◆ Exercise goal
Output range, inclusive: from the line containing "You are a GUI" to the line containing "Task: Click on the close-icon: ✕". Restate those lines from the data below word for word and only those.
::::::
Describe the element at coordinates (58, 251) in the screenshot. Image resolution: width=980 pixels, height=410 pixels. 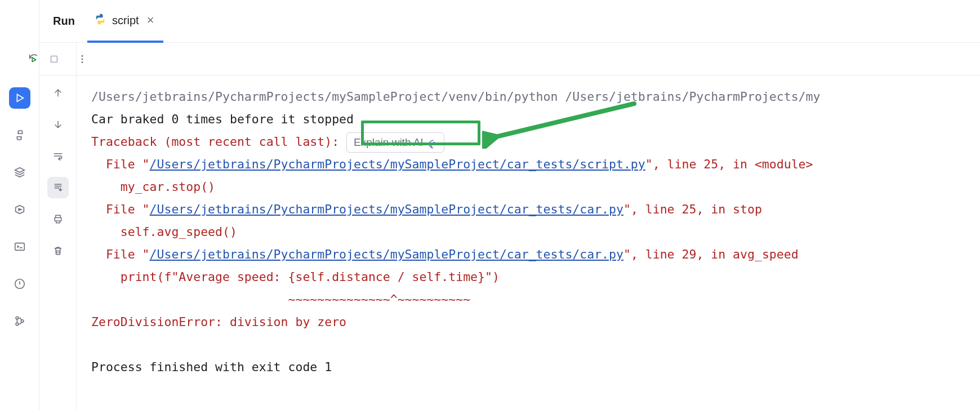
I see `clear-button` at that location.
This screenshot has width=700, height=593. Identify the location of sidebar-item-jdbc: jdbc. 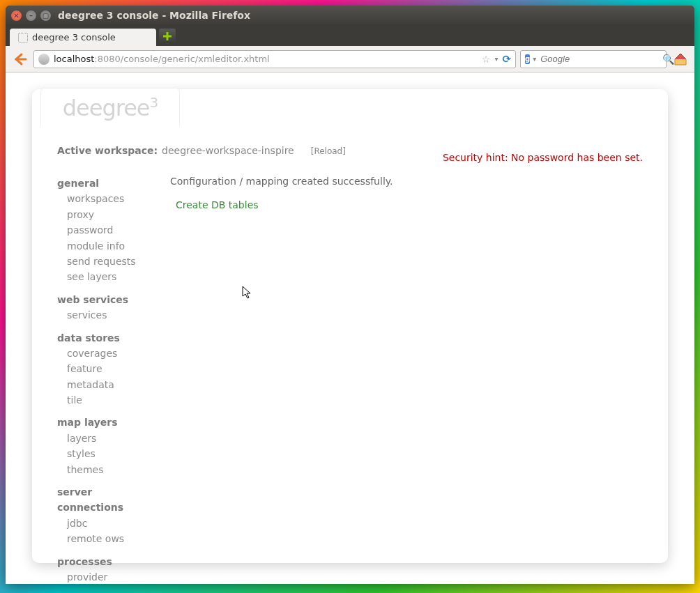
(112, 523).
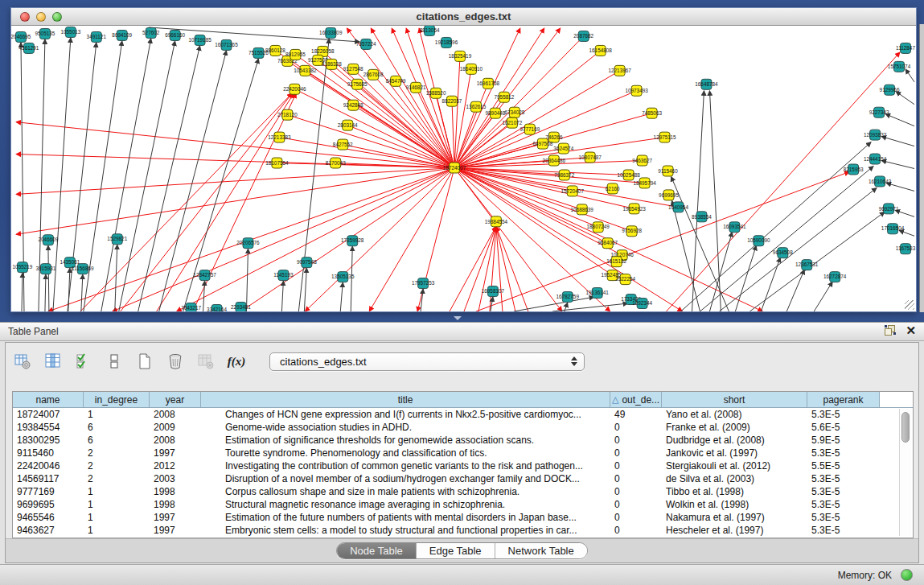  Describe the element at coordinates (23, 361) in the screenshot. I see `table-settings-button` at that location.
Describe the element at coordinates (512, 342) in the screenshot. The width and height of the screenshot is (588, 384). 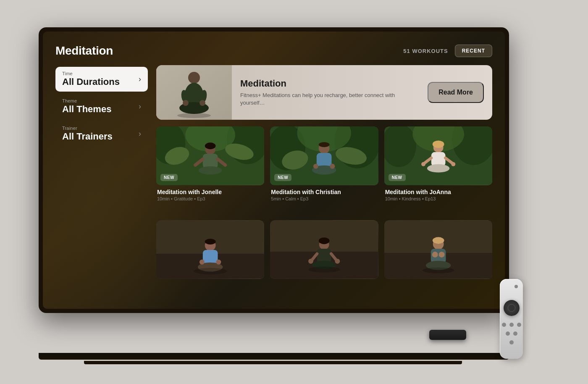
I see `remote-btn-siri` at that location.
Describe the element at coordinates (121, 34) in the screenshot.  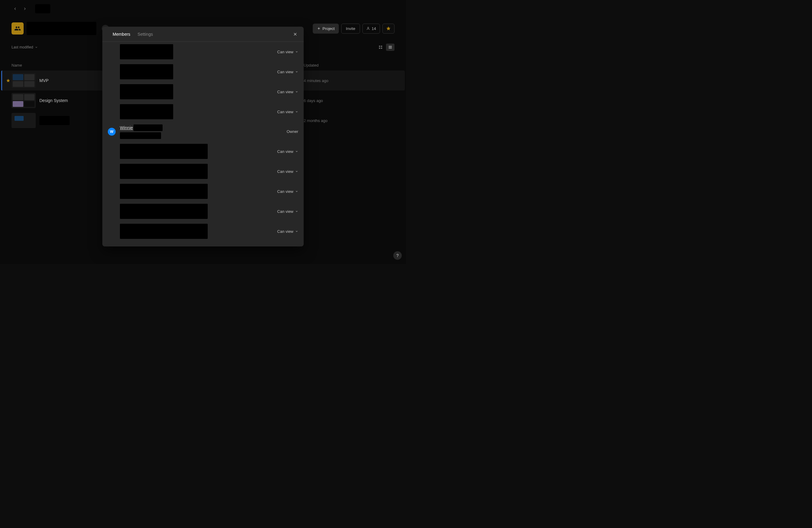
I see `tab-members: Members` at that location.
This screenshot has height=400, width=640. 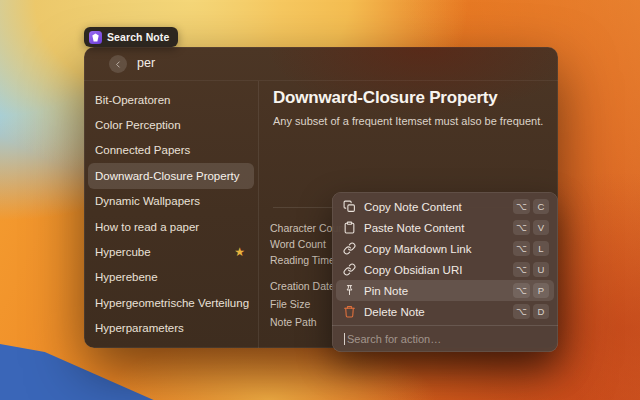 What do you see at coordinates (290, 304) in the screenshot?
I see `metadata-label: File Size` at bounding box center [290, 304].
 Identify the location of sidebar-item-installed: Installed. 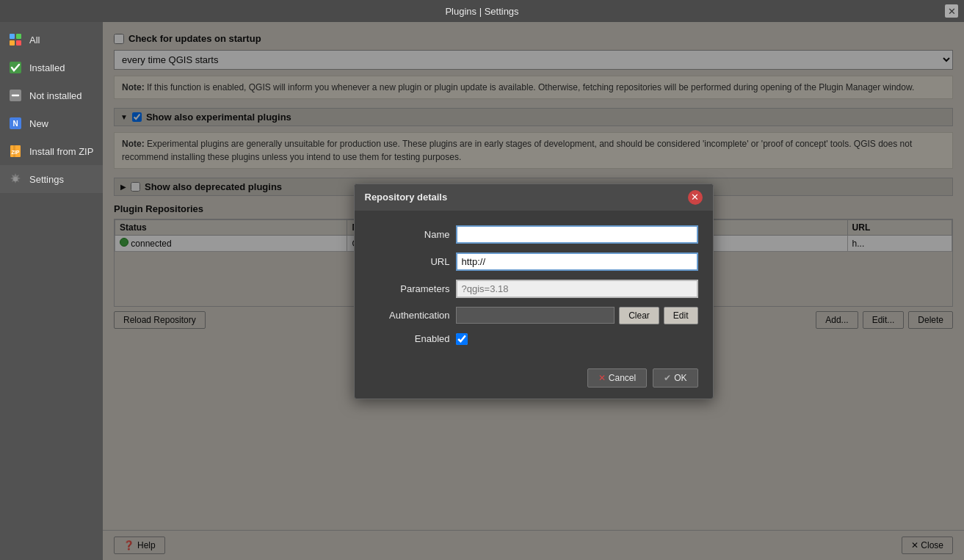
(51, 68).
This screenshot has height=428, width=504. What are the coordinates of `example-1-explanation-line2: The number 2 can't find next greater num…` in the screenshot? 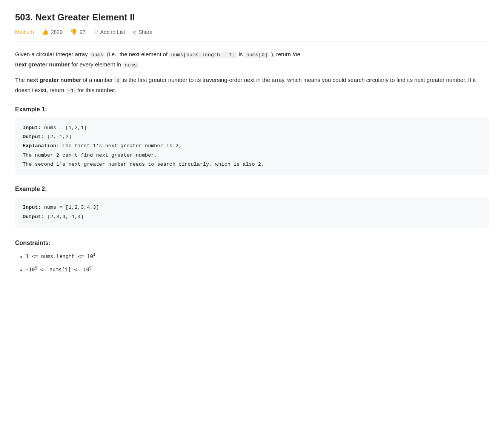 It's located at (252, 155).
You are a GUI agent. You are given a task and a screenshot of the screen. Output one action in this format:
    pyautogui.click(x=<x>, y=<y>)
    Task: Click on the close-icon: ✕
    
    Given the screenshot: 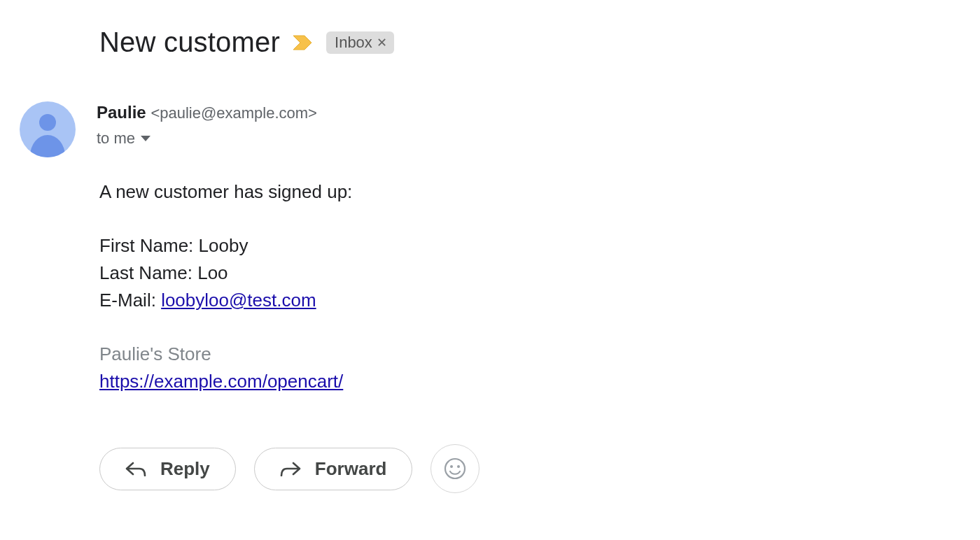 What is the action you would take?
    pyautogui.click(x=382, y=43)
    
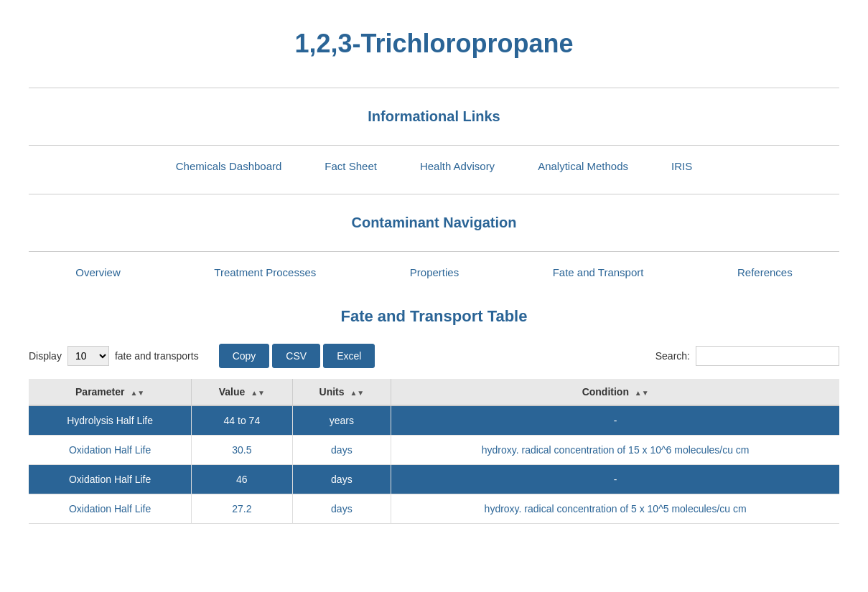 The image size is (868, 592). What do you see at coordinates (45, 356) in the screenshot?
I see `display-label: Display` at bounding box center [45, 356].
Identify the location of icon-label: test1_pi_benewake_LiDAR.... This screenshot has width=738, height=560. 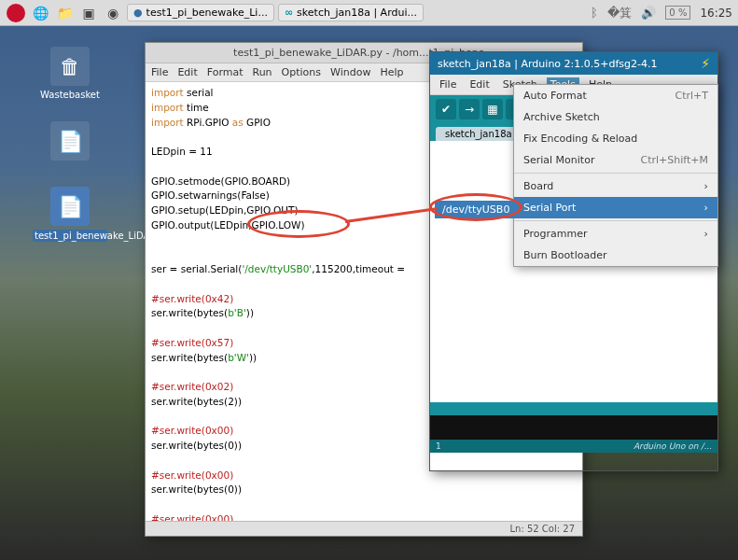
(70, 235).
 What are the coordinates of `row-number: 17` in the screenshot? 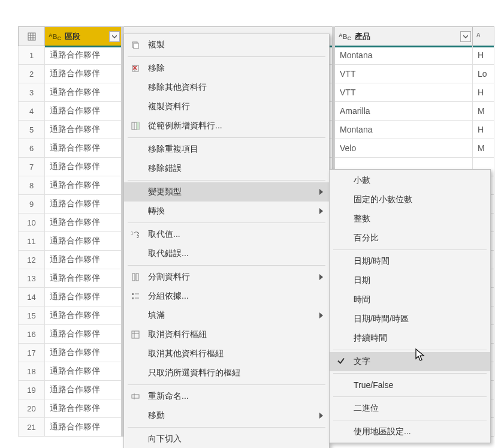 It's located at (32, 353).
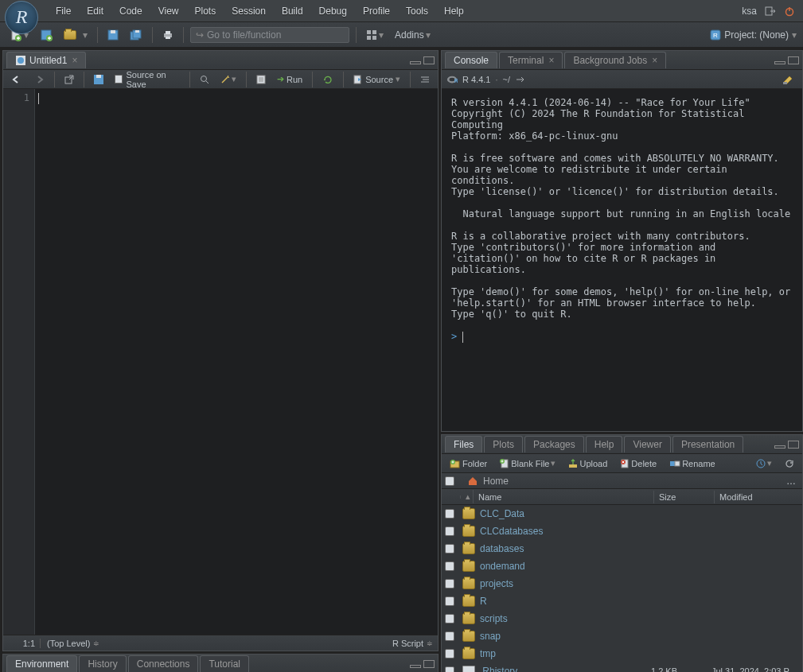  Describe the element at coordinates (708, 444) in the screenshot. I see `tab-presentation: Presentation` at that location.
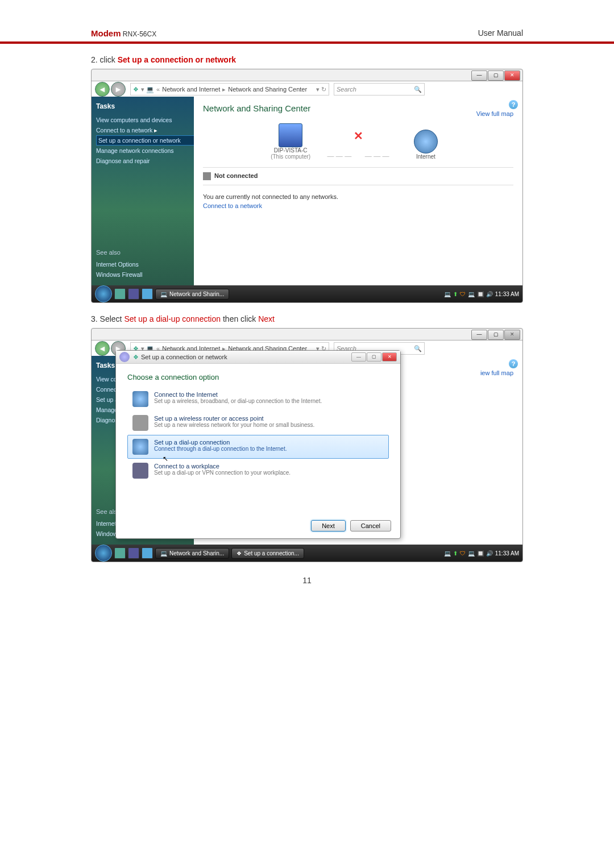 The width and height of the screenshot is (614, 868). Describe the element at coordinates (307, 56) in the screenshot. I see `step-2: 2. click Set up a connection or network` at that location.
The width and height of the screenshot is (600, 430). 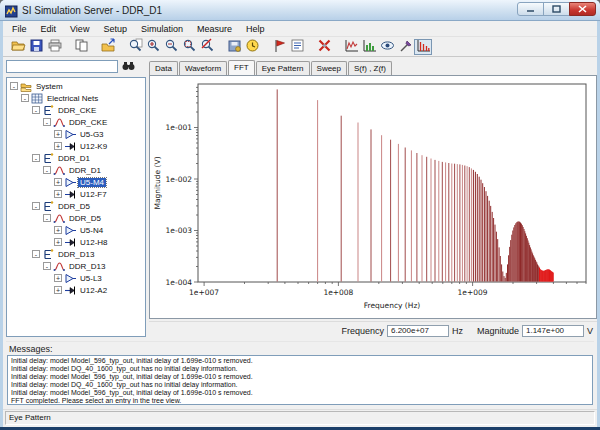 I want to click on batch-button, so click(x=297, y=47).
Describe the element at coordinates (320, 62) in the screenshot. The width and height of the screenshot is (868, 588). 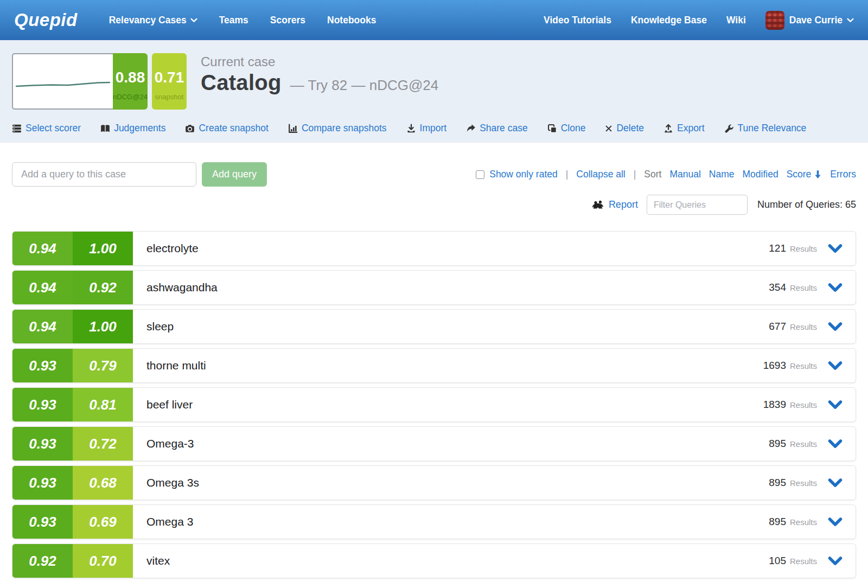
I see `case-subtitle: Current case` at that location.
::::::
◆ Response for this exercise
You are a GUI agent. You are given a task and a screenshot of the screen. Output one action in this format:
    pyautogui.click(x=<x>, y=<y>)
    Task: Click on the close-icon: ✕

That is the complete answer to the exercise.